The problems is that I cannot figure out the proper way to do this. I can easily concatenate a SQL string to execute, but the psycopg2 documentation explicitly warns against this. Ideally I wanted to do something like this:

cur.execute("INSERT INTO table VALUES (%s);", dict_data)

and hoped that the execute could figure out that the keys of the dict matches the columns in the table. This did not work. From the examples of the psycopg2 documentation I got to this approach

cur.execute("INSERT INTO table (" + ", ".join(dict_data.keys()) + ") VALUES (" + ", ".join(["%s" for pair in dict_data]) + ");", dict_data)

from which I get a

TypeError: 'dict' object does not support indexing

What is the most phytonic way of inserting a dictionary into a table with matching column names?

like image 617
Paamand Avatar asked Aug 29 '16 09:08

Paamand


2 Answers

Two solutions:

d = {'k1': 'v1', 'k2': 'v2'}

insert = 'insert into table (%s) values %s'
l = [(c, v) for c, v in d.items()]
columns = ','.join([t[0] for t in l])
values = tuple([t[1] for t in l])
cursor = conn.cursor()
print cursor.mogrify(insert, ([AsIs(columns)] + [values]))

keys = d.keys()
columns = ','.join(keys)
values = ','.join(['%({})s'.format(k) for k in keys])
insert = 'insert into table ({0}) values ({1})'.format(columns, values)
print cursor.mogrify(insert, d)

Output:

insert into table (k2,k1) values ('v2', 'v1')
insert into table (k2,k1) values ('v2','v1')
like image 156
Clodoaldo Neto Avatar answered Nov 15 '22 07:11

Clodoaldo Neto


I sometimes run into this issue, especially with respect to JSON data, which I naturally want to deal with as a dict.
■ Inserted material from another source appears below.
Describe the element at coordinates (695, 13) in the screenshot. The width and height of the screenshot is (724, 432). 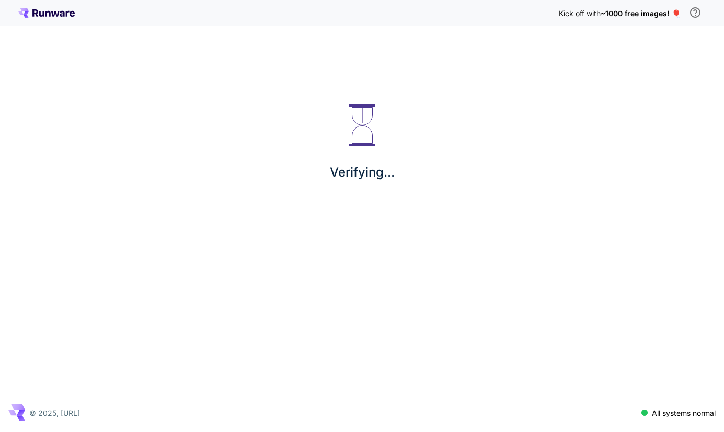
I see `button: In order to qualify for free credit, you need to sign up with a business email address and click ...` at that location.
Very similar. . .But maybe a little more readable?

def do_insert(rec: dict):
    cols = rec.keys()
    cols_str = ','.join(cols)
    vals = [ rec[k] for k in cols ]
    vals_str = ','.join( ['%s' for i in range(len(vals))] ) 
    sql_str = """INSERT INTO some_table ({}) VALUES ({})""".format(cols_str, vals_str)
    cur.execute(sql_str, vals)

I typically call this type of thing from inside an iterator, and usually wrapped in a try/except. Either the cursor (cur) is already defined in an outer scope or one can amend the function signature and pass a cursor instance in. I rarely insert just a single row. . .And like the other solutions, this allows for missing cols/values provided the underlying schema allows for it too. As long as the dict underlying the keys view is not modified as the insert is taking place, there's no need to specify keys by name as the values will be ordered as they are in the keys view.